Showing posts with label cucumber. Show all posts
Showing posts with label cucumber. Show all posts

Tuesday, July 20, 2010

Quick Dills

This month's Tigress' Can Jam focus was cucurbits or The Cucurbitaceae, picked by Laundry Etc. It's a family affair, you know? A big crazy family those cucurbits. And I totally did not rise to the challenge and make a cantaloupe jam like I wanted to. Or watermelon rind pickles. Nope. Not me. I couldn't find local melons, sadly. But I found local cucumbers and a few of them were even from the garden, so good on me. For this recipe, which is a solidly easy, crunchy pickle, I used some lovely lemon cucumbers and some mixed in double-yield picklers.

These are Quick Dill Pickles, and the recipe is from that trusty tome, The Joy of Cooking. You don't want to let these sit for too long in your pantry, as the brine is weaker and the curing quicker than for traditional pickles. This recipe is perfect for the first of the crop, so you can enjoy some pickles during the rest of the summer, while the crock brines the big haul.


Quick Dill Pickles
adapted from The Joy of Cooking

4 pounds of pickling cucumbers, sliced into 1/4 inch coins or in the case of lemon cucumbers, slice them in thick rounds, then quarter the slices. You want to go for some sort of shape uniformity.

Pack the cucumbers into hot pint jars along with a clove of garlic, a teaspoon of pickling spices, and a pinch of extra dill seed and peppercorns.

Combine in a non-reactive pot until just boiling:

3 cups cider vinegar
2 1/4 cups water
1/4 cup pickling salt

Add the hot vinegar solution to the jars, leaving 1/2 inch of headspace. Process for 10 minutes.

Monday, July 12, 2010

Another Random Salad

I just thought this was the prettiest salad. First of the cucumbers with local crumbled feta, and local black raspberries macerated with some sugar and white balsamic vinegar.

Saturday, January 2, 2010

Greek Roasted Lamb and Potatoes

A couple of years ago (okay, more than a couple, but hey, who's counting?) I had the extreme good luck to get a New Year's visit from my friends Eve and Adam. Eve is an incredibly talented and intuitive cook who I've learned tons from. I often wish she'd start a blog cataloguing what she eats, because it's always the best stuff. She has turned me on to so many great things, from Hog Island oysters to Seattle's finest Dan Dan Noodles. When I lived with her in Oakland, Ca., she would take me everywhere. This was her home turf. I was a New Yorker, new to the Bay Area. Her curiosity and unrelenting spirit for all things good is unparalleled. Wine and cheese, falafels stuffed with french fries, Walnut Grove's best burger joint, the Cheese Board, Berkeley Bowl and Berkeley farmer's markets are just some things that come to mind from the distant past. A few years after the Greek New Year's we had, they visited again. This time Eve packed her suitcase to fly across the country with the most incredible oysters I've ever had, Totten Virginicas. I mean, need I say more?

Back then on that New Year's Day, Eve showed me how to make a Greek New Year's Day meal. I wish I had documentation from that day so long ago, but all I have are some scattered doodles on notecards. I'm sure I've lost some nuances but I'm never disappointed, so I'm doing something right. Right now I'm nursing the first of the year's colds, so I won't go into detail, but we had a lovely local lamb roast, with lemon potatoes, creamy tzatziki, and feta. This is somewhat truncated (what? no olives??) but we relished it nonetheless.

Thanks, Eve! And, Chronia Polla!


Friday, September 4, 2009

Pickling Time


The lemon cucumber plants that seemed so prolific are now getting covered in some kind of mold and seem to be dying quickly. I wonder: is this normal senescence, as the weather seems to be turning autumnal very quickly, or is this truly a disease of some sort? No matter. I have picked and pickled all I can and will move onto other endeavors. Last night I made six pints of quick dills. It is the easiest recipe ever. We shall see how they taste in six weeks!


# Task goal
The listing that follows must be retyped exactly, without its pictures.

# Source data
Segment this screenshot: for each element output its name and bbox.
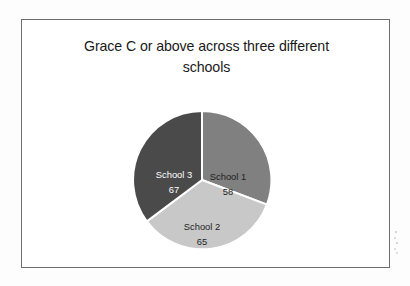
pie-chart-svg: School 1 58 School 2 65 School 3 67 xyxy=(132,110,272,250)
pie-label-school-3: School 3 xyxy=(156,169,192,180)
pie-label-school-1: School 1 xyxy=(210,171,246,182)
pie-value-school-2: 65 xyxy=(197,236,207,247)
slide-frame: Grace C or above across three different … xyxy=(21,19,390,268)
scan-artifact xyxy=(393,229,400,255)
scanned-page: Grace C or above across three different … xyxy=(0,0,410,286)
pie-value-school-3: 67 xyxy=(169,184,179,195)
chart-title-line-2: schools xyxy=(183,59,230,75)
pie-value-school-1: 58 xyxy=(223,186,233,197)
pie-chart: School 1 58 School 2 65 School 3 67 xyxy=(132,110,272,250)
chart-title-line-1: Grace C or above across three different xyxy=(84,38,329,54)
chart-title: Grace C or above across three different … xyxy=(48,36,365,78)
pie-label-school-2: School 2 xyxy=(184,221,220,232)
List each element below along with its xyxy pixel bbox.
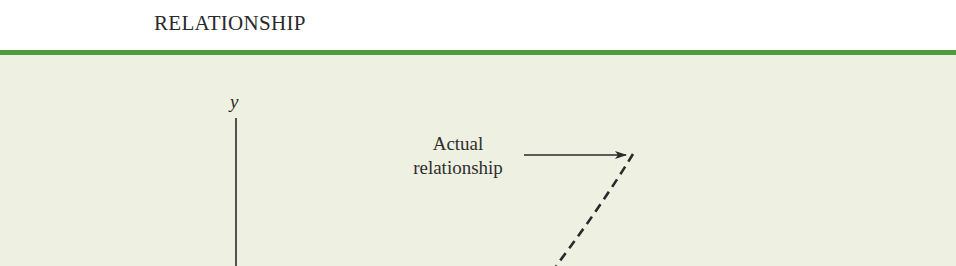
annotation-line-2: relationship xyxy=(388,156,528,180)
actual-relationship-label: Actual relationship xyxy=(388,132,528,180)
y-axis-label: y xyxy=(230,92,238,112)
actual-relationship-curve xyxy=(556,154,633,266)
annotation-line-1: Actual xyxy=(388,132,528,156)
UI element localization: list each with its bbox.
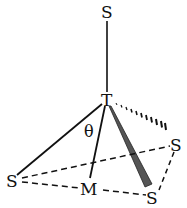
edge-s-left-m: [22, 182, 80, 188]
label-s-bottom-right: S: [146, 188, 158, 208]
edge-m-s-bottom-right: [103, 190, 146, 195]
label-theta: θ: [84, 122, 94, 141]
tetrahedral-diagram: S T θ S S M S: [0, 0, 187, 208]
edge-s-right-s-bottom-right: [159, 152, 174, 190]
bond-t-s-bottom-right-wedge: [109, 106, 152, 187]
label-s-right: S: [170, 135, 182, 155]
label-t: T: [101, 90, 113, 110]
label-m: M: [80, 179, 97, 199]
bond-t-m: [90, 106, 105, 178]
bond-t-s-right-hashed: [116, 103, 166, 130]
label-s-top: S: [101, 2, 113, 22]
label-s-left: S: [6, 171, 18, 191]
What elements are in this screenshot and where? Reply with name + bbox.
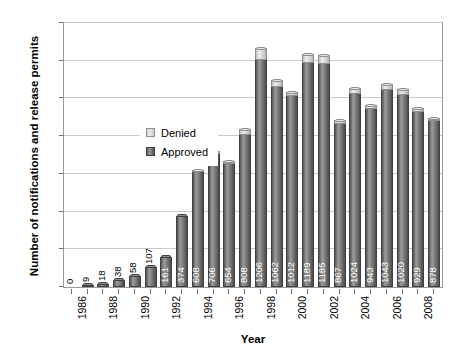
bar-segment-denied xyxy=(223,161,235,164)
bar-data-label: 161 xyxy=(159,267,171,283)
bar-data-label: 706 xyxy=(206,267,218,283)
bar-segment-approved xyxy=(82,285,94,287)
bar-column xyxy=(239,129,251,287)
bar-data-label: 58 xyxy=(127,263,139,274)
bar-data-label: 878 xyxy=(427,267,439,283)
bar-cap-denied xyxy=(429,117,439,120)
x-axis-tick-label: 2002 xyxy=(328,296,340,319)
bar-data-label: 1206 xyxy=(253,262,265,283)
x-axis-tick-mark xyxy=(370,289,371,294)
bar-segment-approved xyxy=(113,280,125,287)
bar-segment-approved xyxy=(286,96,298,287)
x-axis-tick-mark xyxy=(150,289,151,294)
bar-segment-approved xyxy=(271,87,283,287)
bar-data-label: 1185 xyxy=(316,263,328,283)
bar-data-label: 107 xyxy=(143,248,155,264)
x-axis-tick-label: 1986 xyxy=(76,296,88,319)
bar-column xyxy=(82,285,94,287)
y-axis-tick-mark xyxy=(59,97,63,98)
bar-segment-denied xyxy=(302,54,314,63)
x-axis-tick-mark xyxy=(323,289,324,294)
bar-cap-denied xyxy=(398,88,408,91)
bar-segment-denied xyxy=(365,105,377,109)
bar-segment-approved xyxy=(428,121,440,287)
x-axis-tick-label: 2004 xyxy=(359,296,371,319)
x-axis-tick-mark xyxy=(354,289,355,294)
bar-data-label: 38 xyxy=(112,266,124,277)
bar-cap-denied xyxy=(240,128,250,131)
bar-segment-approved xyxy=(412,112,424,287)
bar-segment-approved xyxy=(381,90,393,287)
x-axis-tick-label: 2000 xyxy=(296,296,308,319)
y-axis-tick-mark xyxy=(59,211,63,212)
bar-column xyxy=(97,284,109,287)
legend-label-denied: Denied xyxy=(161,127,196,139)
x-axis-tick-mark xyxy=(433,289,434,294)
bar-data-label: 929 xyxy=(411,267,423,283)
legend-item-approved: Approved xyxy=(146,142,208,161)
bar-data-label: 1043 xyxy=(379,262,391,283)
x-axis-tick-mark xyxy=(402,289,403,294)
bar-chart: Number of notifications and release perm… xyxy=(0,0,458,351)
bar-segment-denied xyxy=(381,84,393,91)
x-axis-tick-label: 1994 xyxy=(202,296,214,319)
y-axis-tick-mark xyxy=(59,248,63,249)
x-axis-tick-mark xyxy=(417,289,418,294)
bar-segment-denied xyxy=(255,48,267,59)
bar-data-label: 1189 xyxy=(301,263,313,283)
bar-column xyxy=(286,92,298,287)
bar-segment-denied xyxy=(286,92,298,96)
bar-data-label: 18 xyxy=(96,270,108,281)
bar-segment-denied xyxy=(192,170,204,172)
bar-segment-denied xyxy=(412,108,424,112)
bar-segment-approved xyxy=(239,135,251,287)
x-axis-tick-label: 1990 xyxy=(139,296,151,319)
bar-cap-approved xyxy=(98,282,108,285)
bar-data-label: 1020 xyxy=(395,262,407,283)
legend: Denied Approved xyxy=(140,119,218,166)
bar-data-label: 1012 xyxy=(285,262,297,283)
bar-data-label: 1062 xyxy=(269,262,281,283)
x-axis-tick-mark xyxy=(165,289,166,294)
bar-column xyxy=(365,105,377,287)
bar-segment-approved xyxy=(129,276,141,287)
bar-column xyxy=(349,88,361,288)
legend-item-denied: Denied xyxy=(146,123,208,142)
bar-segment-denied xyxy=(239,129,251,135)
bar-segment-approved xyxy=(318,64,330,287)
x-axis-tick-label: 1998 xyxy=(265,296,277,319)
bar-column xyxy=(113,280,125,287)
bar-cap-approved xyxy=(130,274,140,277)
bar-cap-denied xyxy=(366,104,376,107)
bar-column xyxy=(302,54,314,287)
bar-column xyxy=(145,267,157,287)
x-axis-tick-mark xyxy=(213,289,214,294)
bar-cap-denied xyxy=(272,79,282,82)
bar-cap-denied xyxy=(335,119,345,122)
bar-cap-approved xyxy=(146,265,156,268)
bar-cap-denied xyxy=(224,160,234,163)
bar-column xyxy=(412,108,424,287)
bar-segment-approved xyxy=(302,63,314,287)
x-axis-tick-mark xyxy=(71,289,72,294)
x-axis-tick-mark xyxy=(87,289,88,294)
legend-swatch-approved-icon xyxy=(146,147,155,156)
bar-segment-denied xyxy=(271,80,283,87)
bar-segment-denied xyxy=(397,89,409,94)
bar-segment-approved xyxy=(365,109,377,287)
bar-segment-approved xyxy=(97,284,109,287)
bar-segment-denied xyxy=(428,118,440,121)
y-axis-tick-mark xyxy=(59,60,63,61)
bar-segment-denied xyxy=(349,88,361,94)
bar-column xyxy=(381,84,393,287)
x-axis-tick-label: 1988 xyxy=(107,296,119,319)
bar-cap-approved xyxy=(161,255,171,258)
bar-column xyxy=(129,276,141,287)
y-axis-tick-mark xyxy=(59,22,63,23)
bar-column xyxy=(334,120,346,287)
x-axis-title: Year xyxy=(63,333,443,345)
bar-data-label: 867 xyxy=(332,267,344,283)
bar-data-label: 654 xyxy=(222,267,234,283)
x-axis-tick-mark xyxy=(291,289,292,294)
legend-label-approved: Approved xyxy=(161,146,208,158)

# Response
Segment this screenshot: for each element output its name and bbox.
pie-chart-svg: School 1 58 School 2 65 School 3 67 xyxy=(132,110,272,250)
pie-label-school-3: School 3 xyxy=(156,169,192,180)
pie-label-school-1: School 1 xyxy=(210,171,246,182)
pie-value-school-2: 65 xyxy=(197,236,207,247)
slide-frame: Grace C or above across three different … xyxy=(21,19,390,268)
scan-artifact xyxy=(393,229,400,255)
scanned-page: Grace C or above across three different … xyxy=(0,0,410,286)
pie-value-school-3: 67 xyxy=(169,184,179,195)
chart-title-line-2: schools xyxy=(183,59,230,75)
pie-value-school-1: 58 xyxy=(223,186,233,197)
pie-chart: School 1 58 School 2 65 School 3 67 xyxy=(132,110,272,250)
chart-title-line-1: Grace C or above across three different xyxy=(84,38,329,54)
chart-title: Grace C or above across three different … xyxy=(48,36,365,78)
pie-label-school-2: School 2 xyxy=(184,221,220,232)
List each element below along with its xyxy pixel bbox.
annotation-line-2: relationship xyxy=(388,156,528,180)
actual-relationship-label: Actual relationship xyxy=(388,132,528,180)
y-axis-label: y xyxy=(230,92,238,112)
actual-relationship-curve xyxy=(556,154,633,266)
annotation-line-1: Actual xyxy=(388,132,528,156)
UI element localization: list each with its bbox.
edge-s-left-m: [22, 182, 80, 188]
label-s-bottom-right: S: [146, 188, 158, 208]
edge-m-s-bottom-right: [103, 190, 146, 195]
label-theta: θ: [84, 122, 94, 141]
tetrahedral-diagram: S T θ S S M S: [0, 0, 187, 208]
edge-s-right-s-bottom-right: [159, 152, 174, 190]
bond-t-s-bottom-right-wedge: [109, 106, 152, 187]
label-s-right: S: [170, 135, 182, 155]
label-t: T: [101, 90, 113, 110]
label-m: M: [80, 179, 97, 199]
bond-t-m: [90, 106, 105, 178]
bond-t-s-right-hashed: [116, 103, 166, 130]
label-s-top: S: [101, 2, 113, 22]
label-s-left: S: [6, 171, 18, 191]
What elements are in this screenshot and where? Reply with name + bbox.
bar-segment-denied xyxy=(223,161,235,164)
bar-data-label: 161 xyxy=(159,267,171,283)
bar-data-label: 706 xyxy=(206,267,218,283)
bar-segment-approved xyxy=(82,285,94,287)
bar-column xyxy=(239,129,251,287)
bar-data-label: 58 xyxy=(127,263,139,274)
bar-data-label: 878 xyxy=(427,267,439,283)
bar-cap-denied xyxy=(429,117,439,120)
x-axis-tick-label: 2002 xyxy=(328,296,340,319)
bar-data-label: 1206 xyxy=(253,262,265,283)
x-axis-tick-mark xyxy=(370,289,371,294)
bar-segment-approved xyxy=(113,280,125,287)
bar-segment-approved xyxy=(286,96,298,287)
x-axis-tick-mark xyxy=(150,289,151,294)
bar-segment-approved xyxy=(271,87,283,287)
bar-data-label: 1185 xyxy=(316,263,328,283)
bar-data-label: 107 xyxy=(143,248,155,264)
x-axis-tick-label: 1986 xyxy=(76,296,88,319)
bar-column xyxy=(82,285,94,287)
y-axis-tick-mark xyxy=(59,97,63,98)
bar-segment-denied xyxy=(302,54,314,63)
x-axis-tick-mark xyxy=(323,289,324,294)
bar-cap-denied xyxy=(398,88,408,91)
bar-segment-denied xyxy=(365,105,377,109)
bar-segment-approved xyxy=(428,121,440,287)
x-axis-tick-label: 2004 xyxy=(359,296,371,319)
x-axis-tick-mark xyxy=(354,289,355,294)
bar-data-label: 38 xyxy=(112,266,124,277)
bar-cap-denied xyxy=(240,128,250,131)
bar-segment-approved xyxy=(412,112,424,287)
bar-segment-approved xyxy=(381,90,393,287)
x-axis-tick-label: 2000 xyxy=(296,296,308,319)
y-axis-tick-mark xyxy=(59,211,63,212)
bar-column xyxy=(97,284,109,287)
legend-label-denied: Denied xyxy=(161,127,196,139)
x-axis-tick-mark xyxy=(433,289,434,294)
bar-data-label: 929 xyxy=(411,267,423,283)
legend-item-approved: Approved xyxy=(146,142,208,161)
bar-data-label: 1043 xyxy=(379,262,391,283)
x-axis-tick-mark xyxy=(402,289,403,294)
bar-chart: Number of notifications and release perm… xyxy=(0,0,458,351)
bar-segment-denied xyxy=(381,84,393,91)
x-axis-tick-label: 1994 xyxy=(202,296,214,319)
y-axis-tick-mark xyxy=(59,248,63,249)
x-axis-tick-mark xyxy=(417,289,418,294)
bar-segment-denied xyxy=(255,48,267,59)
bar-data-label: 1189 xyxy=(301,263,313,283)
bar-column xyxy=(286,92,298,287)
bar-segment-denied xyxy=(286,92,298,96)
bar-data-label: 18 xyxy=(96,270,108,281)
bar-segment-denied xyxy=(192,170,204,172)
bar-segment-denied xyxy=(412,108,424,112)
bar-segment-approved xyxy=(239,135,251,287)
x-axis-tick-label: 1990 xyxy=(139,296,151,319)
bar-cap-approved xyxy=(98,282,108,285)
bar-data-label: 1020 xyxy=(395,262,407,283)
legend: Denied Approved xyxy=(140,119,218,166)
bar-data-label: 1012 xyxy=(285,262,297,283)
bar-data-label: 1062 xyxy=(269,262,281,283)
x-axis-tick-mark xyxy=(165,289,166,294)
bar-column xyxy=(365,105,377,287)
bar-segment-approved xyxy=(129,276,141,287)
bar-column xyxy=(349,88,361,288)
legend-item-denied: Denied xyxy=(146,123,208,142)
bar-segment-denied xyxy=(239,129,251,135)
bar-segment-approved xyxy=(318,64,330,287)
x-axis-tick-label: 1998 xyxy=(265,296,277,319)
bar-column xyxy=(113,280,125,287)
bar-cap-approved xyxy=(130,274,140,277)
bar-cap-denied xyxy=(366,104,376,107)
bar-column xyxy=(302,54,314,287)
bar-column xyxy=(145,267,157,287)
x-axis-tick-mark xyxy=(213,289,214,294)
bar-cap-denied xyxy=(272,79,282,82)
bar-cap-denied xyxy=(335,119,345,122)
bar-cap-approved xyxy=(146,265,156,268)
bar-cap-denied xyxy=(224,160,234,163)
bar-column xyxy=(412,108,424,287)
bar-segment-approved xyxy=(302,63,314,287)
x-axis-tick-mark xyxy=(71,289,72,294)
x-axis-tick-mark xyxy=(87,289,88,294)
legend-swatch-approved-icon xyxy=(146,147,155,156)
bar-segment-denied xyxy=(271,80,283,87)
bar-segment-denied xyxy=(397,89,409,94)
bar-segment-approved xyxy=(365,109,377,287)
bar-segment-approved xyxy=(97,284,109,287)
bar-segment-denied xyxy=(428,118,440,121)
y-axis-tick-mark xyxy=(59,60,63,61)
bar-segment-denied xyxy=(349,88,361,94)
bar-column xyxy=(381,84,393,287)
x-axis-tick-label: 1988 xyxy=(107,296,119,319)
bar-cap-approved xyxy=(161,255,171,258)
bar-column xyxy=(129,276,141,287)
y-axis-tick-mark xyxy=(59,22,63,23)
bar-column xyxy=(334,120,346,287)
x-axis-title: Year xyxy=(63,333,443,345)
bar-data-label: 867 xyxy=(332,267,344,283)
bar-data-label: 654 xyxy=(222,267,234,283)
x-axis-tick-mark xyxy=(291,289,292,294)
legend-label-approved: Approved xyxy=(161,146,208,158)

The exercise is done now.